Sometime in 1994, I read a quote in Sassy magazine that changed my life. It was from Courtney Love, saying “I moved to Minneapolis to date Dave Pirner. But the real Dave Pirner, in the flesh, was a little disappointing. So I decided to be Dave Pirner, and that’s so much more fun!” (Whoever edited the Dave Pirner entry on this website appears to have read the same Sassy as me. I can’t find the quote anywhere else on the internet but it’s exactly as I remember it.) (Dave Pirner is the guy from Soul Asylum for those who you had better stuff to do in the 90s than to learn the name of the guy who sang Runaway Train.) As an excruciatingly self-conscious middle schooler who wanted nothing more than to be in a band, but could figure out no way to access the blithe confidence of all the boys who were inflicting all their shitty musical incompetence at every opportunity, this quote said to me- ‘you  might think that you can access that thing you are trying to get to if you go out with a boy who seems to have it, but that will never work and it will definitely not be any fun for you if you try.’ Unfortunately, self-consciousness and shame at my musical inabilities won out, and instead of just being in bad bands until I got better and started being in good bands, I did end up trying, again and again, to go out with Dave Pirner instead of being Dave Pirner.

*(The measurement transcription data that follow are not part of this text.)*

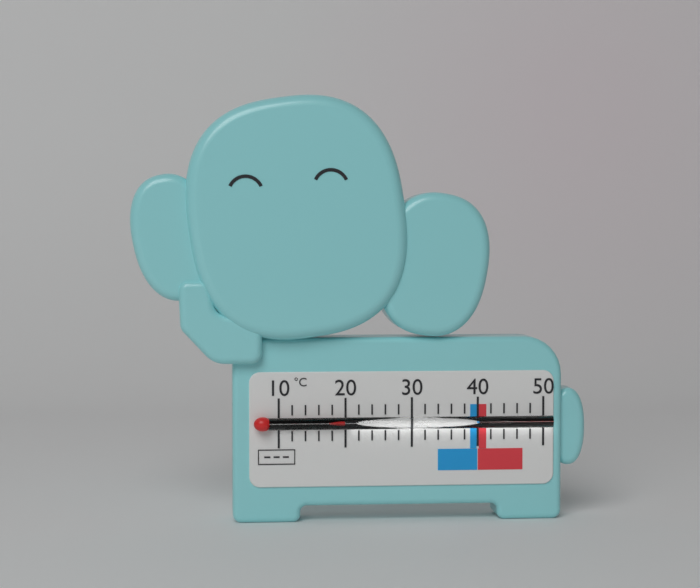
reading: 20 °C
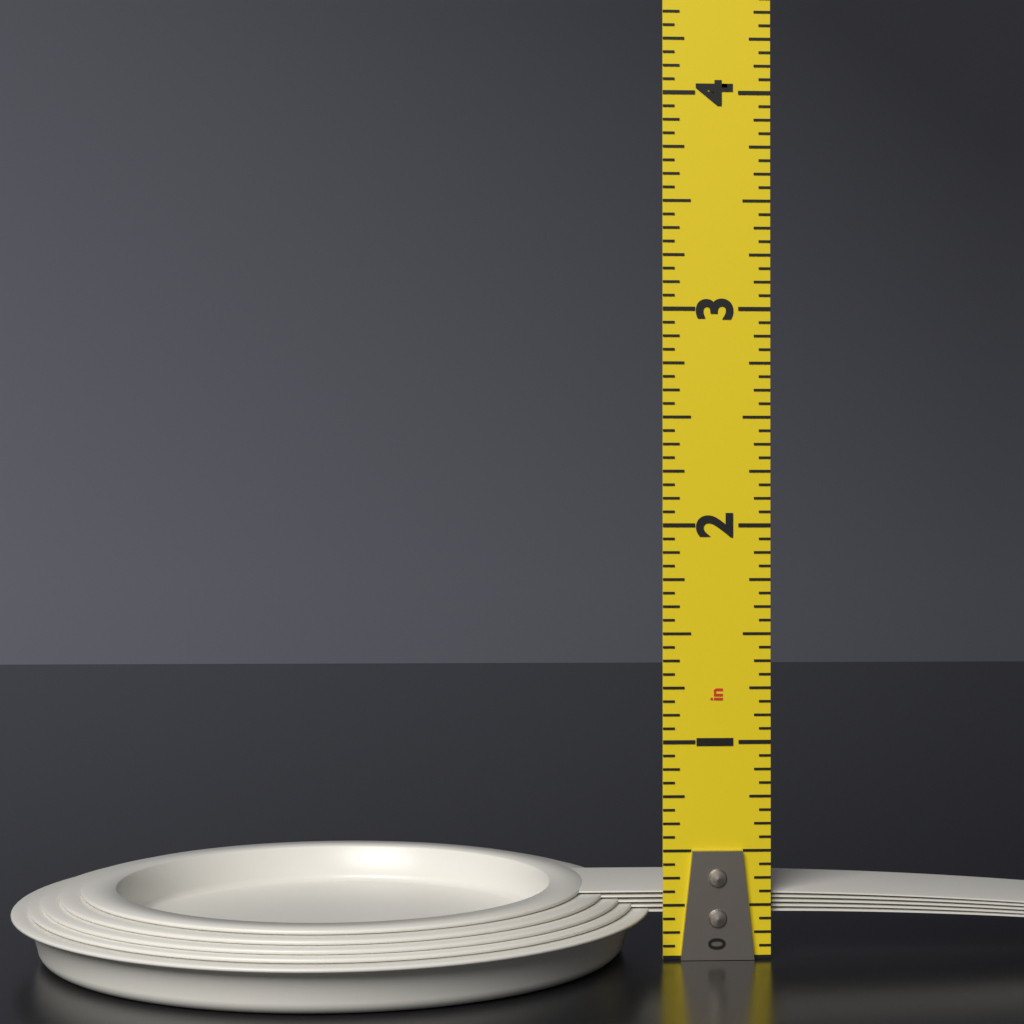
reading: 0.3125 in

But at least I had the luck to be born toward the end of the 20th century, instead of the end of the 19th. I listened to Rosemary Hill read her review of a new collection of letters written by Ida John, first wife of father-of-many painter Augustus John, yesterday morning while I washed the dishes. I did and still do struggle with some infernal combination of inner voice and outer expectation of ‘be perfect or hide yourself forever,’ or ‘maybe it would just be easier to be a muse,’  but I’ve also got feminism and birth control and the ability to support myself. Ida Nettleship, on the other hand, married her Dave Pirner, gave up her painting practice to care for the children he constantly impregnated her with, tolerated his new beguiling mistress as a constant presence her life, before dying at the age of 30 from childbirth-related infection. Christ. If only she had stayed a single bohemian lady, wandering the streets of Paris… if only that were a path open to her.

That the voice of Ida, painted out of the portrait, unmentioned in her husband’s memoirs, unremembered by her own five children, rises now in a book, a hundred and ten years after her death, is astounding.

‘Wouldn’t it be lovely to be free … just be a beautiful mind growing from outward impressions. I think self-consciousness is like gin – it stops the growth.’

‘I think to live with a girlfriend & have lovers would be almost perfect. Whatever are we all training for that we have to shape ourselves & compromise with things all our lives? It’s eternally fitting a square peg into a round hole & squeezing up one’s eyes to make it look a better fit – isn’t it?’